Now, two weeks later, crowds of curious pilgrims are still flocking to the gable wall in Ballina, Co Mayo, where 'our Lord' reportedly appeared in a small, working-class housing estate.
On the evening of 3 May, Cheryl Muldoon (24) and her mother Caroline were sitting at home when, they claim, the face of Christ appeared on the wall of a neighbouring building.
Since making the apparition public, the family has become the centre of local attention and the target of accusations that they have pulled some kind of stunt.
"It's no hoax or anything. We are not looking for anything," Caroline told the Sunday Tribune.
"As you can see we are in a down trodden estate and they [the houses] are all condemned. Nobody in this place is looking for anything."
Word of the alleged sighting quickly spread and hundreds of people have since shown up to see the apparition for themselves. Even now, with the fuss having died, up to 10 people a day are visiting the estate.
"Some people are coming up at six thirty in the morning," said Caroline Muldoon. "Over the weekend there was an awful lot on the Sunday. There was a constant stream but not as much now."
Everybody in Muldoon's family claims to have seen something on the gable wall, but there are a variety of experiences.
Muldoon recalled: "The night before [my daughter] had had a few drinks, and she was just sat on the chair in the kitchen and I kept looking at her and she looked afraid or something.
"Then she stood up and said 'Ma, would you think I was imagining things because I had a few drinks the night before?' and I said why?
"She said would you look over at the gable on the wall of the house and I looked over. She said 'what do you see?' and I said, well it looks like our Lord's head and she said 'well I see the same'."
The Muldoons say they are happy their vision has been witnessed by others and that no matter what anyone else believes they have their faith in what they saw.
Parish priest Fr Brendan Hoban was reluctant to discuss the situation but told the Sunday Tribune: "As far as we are concerned there is nothing in it. These things happen all over the place."
Elaborating slightly more for local media a few days earlier, he reflected: "Credulous and sometimes pious people seem to be more susceptible to such imaginings – but imaginings they are.
"A characteristic too is that people undergoing some kind of trauma or caught in the slipstream of other people's trauma can more easily imagine signs and messages," he said.
"Invariably, after a few weeks and all of the excitement, it becomes no more than a memory."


YOUR TASK:
Identical copies of all the records below are needed.

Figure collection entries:
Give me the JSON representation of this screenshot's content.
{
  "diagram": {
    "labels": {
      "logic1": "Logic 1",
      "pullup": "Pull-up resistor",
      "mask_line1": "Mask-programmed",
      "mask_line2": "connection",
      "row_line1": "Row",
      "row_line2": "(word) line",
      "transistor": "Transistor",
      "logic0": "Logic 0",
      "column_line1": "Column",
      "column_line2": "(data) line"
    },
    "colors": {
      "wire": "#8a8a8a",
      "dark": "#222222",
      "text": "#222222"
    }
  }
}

ANSWER BOX:
Give me the JSON representation of this screenshot's content.
{
  "diagram": {
    "labels": {
      "logic1": "Logic 1",
      "pullup": "Pull-up resistor",
      "mask_line1": "Mask-programmed",
      "mask_line2": "connection",
      "row_line1": "Row",
      "row_line2": "(word) line",
      "transistor": "Transistor",
      "logic0": "Logic 0",
      "column_line1": "Column",
      "column_line2": "(data) line"
    },
    "colors": {
      "wire": "#8a8a8a",
      "dark": "#222222",
      "text": "#222222"
    }
  }
}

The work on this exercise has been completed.